The notice specifically included providing employees under investigation with an estimated timeframe for completion of the investigation and regular documented updates.
The second notice directed the Department to ensure “workers who are being investigated are placed in alternate duties which are commensurate with their position, duties and functions”.
The notices required the Department to consult and train employees in these processes and review them to ensure their effectiveness.
The notices were sparked by a SafeWork NSW investigation into a complaint by a Departmental employee who said she suffered serious psychological harm from a 10-month misconduct investigation. She said the harm was caused by extensive delays and inadequate communication about the investigation process, and her placement on alternative lower duties was inconsistent with her substantive management role.

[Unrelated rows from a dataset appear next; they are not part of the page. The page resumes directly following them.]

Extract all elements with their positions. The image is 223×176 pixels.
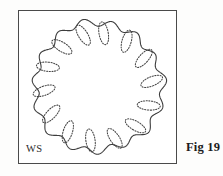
figure-frame: WS (18, 10, 177, 164)
figure-caption: Fig 19 (186, 141, 220, 154)
figure-page: WS Fig 19 (0, 0, 223, 176)
outline-group (32, 19, 166, 154)
stem-outline-path (32, 19, 166, 154)
specimen-label: WS (26, 144, 42, 155)
cross-section-diagram (19, 11, 178, 165)
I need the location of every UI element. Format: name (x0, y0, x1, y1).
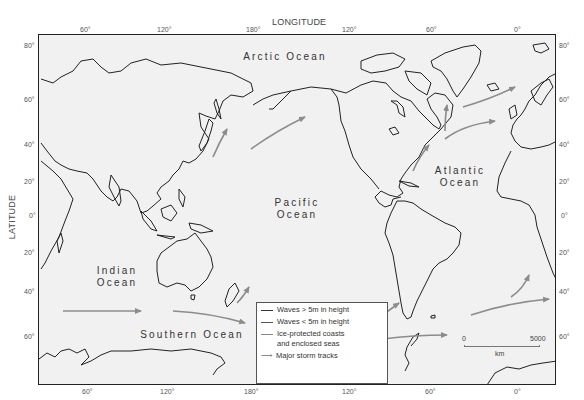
storm-track-nw-atlantic-2 (445, 121, 495, 139)
x-axis-title: LONGITUDE (272, 17, 326, 27)
right-tick-20n: 20° (559, 178, 570, 185)
right-tick-60n: 60° (559, 96, 570, 103)
y-axis-title: LATITUDE (7, 195, 17, 239)
bottom-tick-180: 180° (244, 388, 258, 395)
storm-track-ne-atlantic (463, 87, 515, 107)
right-tick-60s: 60° (559, 333, 570, 340)
legend-item-ice-protected: Ice-protected coasts and enclosed seas (261, 329, 383, 351)
storm-track-arrow-icon: ⟶ (261, 351, 272, 361)
top-tick-0: 0° (514, 26, 521, 33)
legend-label-line2: and enclosed seas (277, 339, 340, 348)
top-tick-60e: 60° (80, 26, 91, 33)
ocean-label-arctic: Arctic Ocean (225, 51, 345, 63)
madagascar (57, 233, 63, 253)
scale-bar-line (464, 345, 540, 347)
legend-label-line1: Ice-protected coasts (277, 329, 345, 338)
india-coast (109, 175, 121, 206)
antarctica-coast-west (39, 349, 225, 375)
west-africa-coast (497, 151, 556, 281)
bottom-tick-120e: 120° (160, 388, 174, 395)
ocean-label-indian-line2: Ocean (87, 277, 147, 289)
right-tick-40s: 40° (559, 288, 570, 295)
legend-line-swatch (261, 322, 273, 323)
legend-label: Waves > 5m in height (277, 305, 349, 315)
ocean-label-pacific-line2: Ocean (267, 209, 327, 221)
storm-track-s-pacific-1 (173, 311, 245, 323)
borneo (161, 205, 177, 221)
right-tick-20s: 20° (559, 249, 570, 256)
sumatra (141, 211, 157, 231)
top-tick-120e: 120° (157, 26, 171, 33)
new-guinea (189, 223, 213, 233)
legend-line-swatch (261, 334, 273, 335)
svalbard (533, 43, 549, 53)
left-tick-20s: 20° (24, 249, 35, 256)
right-tick-80n: 80° (559, 42, 570, 49)
ocean-label-atlantic-line1: Atlantic (425, 165, 495, 177)
storm-track-s-atlantic-1 (471, 299, 549, 315)
tasmania (191, 295, 195, 300)
legend-label-multiline: Ice-protected coasts and enclosed seas (277, 329, 345, 349)
left-tick-0: 0° (29, 212, 36, 219)
legend-label: Waves < 5m in height (277, 317, 349, 327)
bottom-tick-120w: 120° (342, 388, 356, 395)
storm-track-s-atlantic-2 (511, 275, 529, 297)
top-tick-120w: 120° (342, 26, 356, 33)
north-america-coast (253, 81, 453, 207)
south-america-coast (385, 201, 461, 319)
scale-bar-unit: km (495, 350, 504, 357)
british-isles (509, 105, 517, 119)
left-tick-40s: 40° (24, 288, 35, 295)
ocean-label-indian-line1: Indian (87, 265, 147, 277)
ocean-label-atlantic-line2: Ocean (425, 177, 495, 189)
scale-bar-start: 0 (462, 335, 466, 342)
new-zealand (225, 283, 239, 307)
bottom-tick-0: 0° (514, 388, 521, 395)
legend-item-storm-tracks: ⟶ Major storm tracks (261, 351, 383, 363)
west-coast-na (331, 89, 379, 189)
bottom-tick-60w: 60° (425, 388, 436, 395)
greenland-coast (431, 45, 481, 97)
left-tick-80n: 80° (24, 42, 35, 49)
scale-bar-end: 5000 (530, 335, 546, 342)
australia-coast (157, 233, 213, 291)
ocean-label-southern: Southern Ocean (127, 329, 257, 341)
storm-track-nw-pacific-1 (213, 129, 227, 157)
falklands (431, 315, 435, 318)
legend-item-waves-low: Waves < 5m in height (261, 317, 383, 329)
left-tick-40n: 40° (24, 141, 35, 148)
legend-label: Major storm tracks (276, 351, 338, 361)
africa-coast (41, 161, 73, 269)
left-tick-60s: 60° (24, 333, 35, 340)
right-tick-40n: 40° (559, 141, 570, 148)
antarctica-coast-east (487, 361, 556, 385)
left-tick-60n: 60° (24, 96, 35, 103)
great-lakes (389, 127, 399, 135)
storm-track-s-pacific-2 (237, 287, 249, 303)
top-tick-60w: 60° (426, 26, 437, 33)
bottom-tick-60e: 60° (82, 388, 93, 395)
storm-track-nw-atlantic-3 (445, 105, 447, 131)
legend-item-waves-high: Waves > 5m in height (261, 305, 383, 317)
philippines (179, 189, 185, 207)
europe-coast (511, 73, 556, 149)
baffin (405, 71, 431, 95)
legend-line-swatch (261, 310, 273, 311)
right-tick-0: 0° (561, 212, 568, 219)
antarctic-peninsula (405, 333, 419, 371)
ocean-label-pacific-line1: Pacific (267, 197, 327, 209)
top-tick-180: 180° (246, 26, 260, 33)
hudson-bay (391, 101, 405, 117)
iceland (487, 83, 499, 91)
storm-track-nw-pacific-2 (251, 117, 305, 149)
java (157, 235, 175, 239)
storm-track-drake-passage (383, 335, 447, 339)
cuba (399, 181, 419, 187)
eurasia-coast (41, 59, 253, 213)
scandinavia (531, 79, 553, 105)
map-legend: Waves > 5m in height Waves < 5m in heigh… (256, 302, 388, 384)
left-tick-20n: 20° (24, 178, 35, 185)
arctic-islands (361, 53, 405, 73)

The Department challenged both notices through an internal review (which affirmed the notices) and a stay of the orders (which was granted) until an external review was concluded.
Commission findings
The NSW Industrial Relations Commission upheld the notices, with one limited variation – removing the requirement to provide formal, regular, documented updates during investigations, because the SafeWork NSW Inspector conceded during the hearing that the Department’s existing system was not deficient.
The stay orders were also set aside.
Timeliness of investigations
Timely investigations are essential for maintaining employee trust and wellbeing, but they can be challenging to manage due to factors such as case complexity, witness availability, and the need for thorough evidence gathering.
Evidence presented to the Commission revealed the Department aimed to conclude investigations into “uncomplicated matters” within three months.
However, active investigations data (as of March 2024) presented to the Commission showed varying investigation lengths – many of which were significantly longer than the 10 months experienced by the complainant:
- 245 ongoing for 0–6 months
- 191 for 7–12 months
- 81 for 13–18 months
- 43 for 18–24 months
- 46 for over 24 months
SafeWork NSW pointed to this evidence to demonstrate that investigation delays and the psychosocial hazards they posed were not specific to the complainant.
Key learnings for investigators and employers
- A single complaint can ground a systemic improvement notice. Regulators do not need evidence of harm across multiple workers; it is sufficient that the risk is one a reasonable employer should have foreseen across its workforce.
- Regulators will scrutinise an organisation’s investigation systems and processes, and SafeWork Inspectors can act on the basis of a reasonable belief, genuinely held and objectively supportable, without needing to prove a breach has occurred.
- Investigations must be conducted in a timely and expeditious manner. In this case, a general three-month guideline without meaningful safeguards to prevent excessive delays was insufficient. Employers should have documented systems with prescribed timeframes, active monitoring, and escalation processes for investigations that exceed expected timeframes.
- Alternative duties during an investigation must be commensurate with an employee’s substantive role and functions, so far as is reasonably practicable.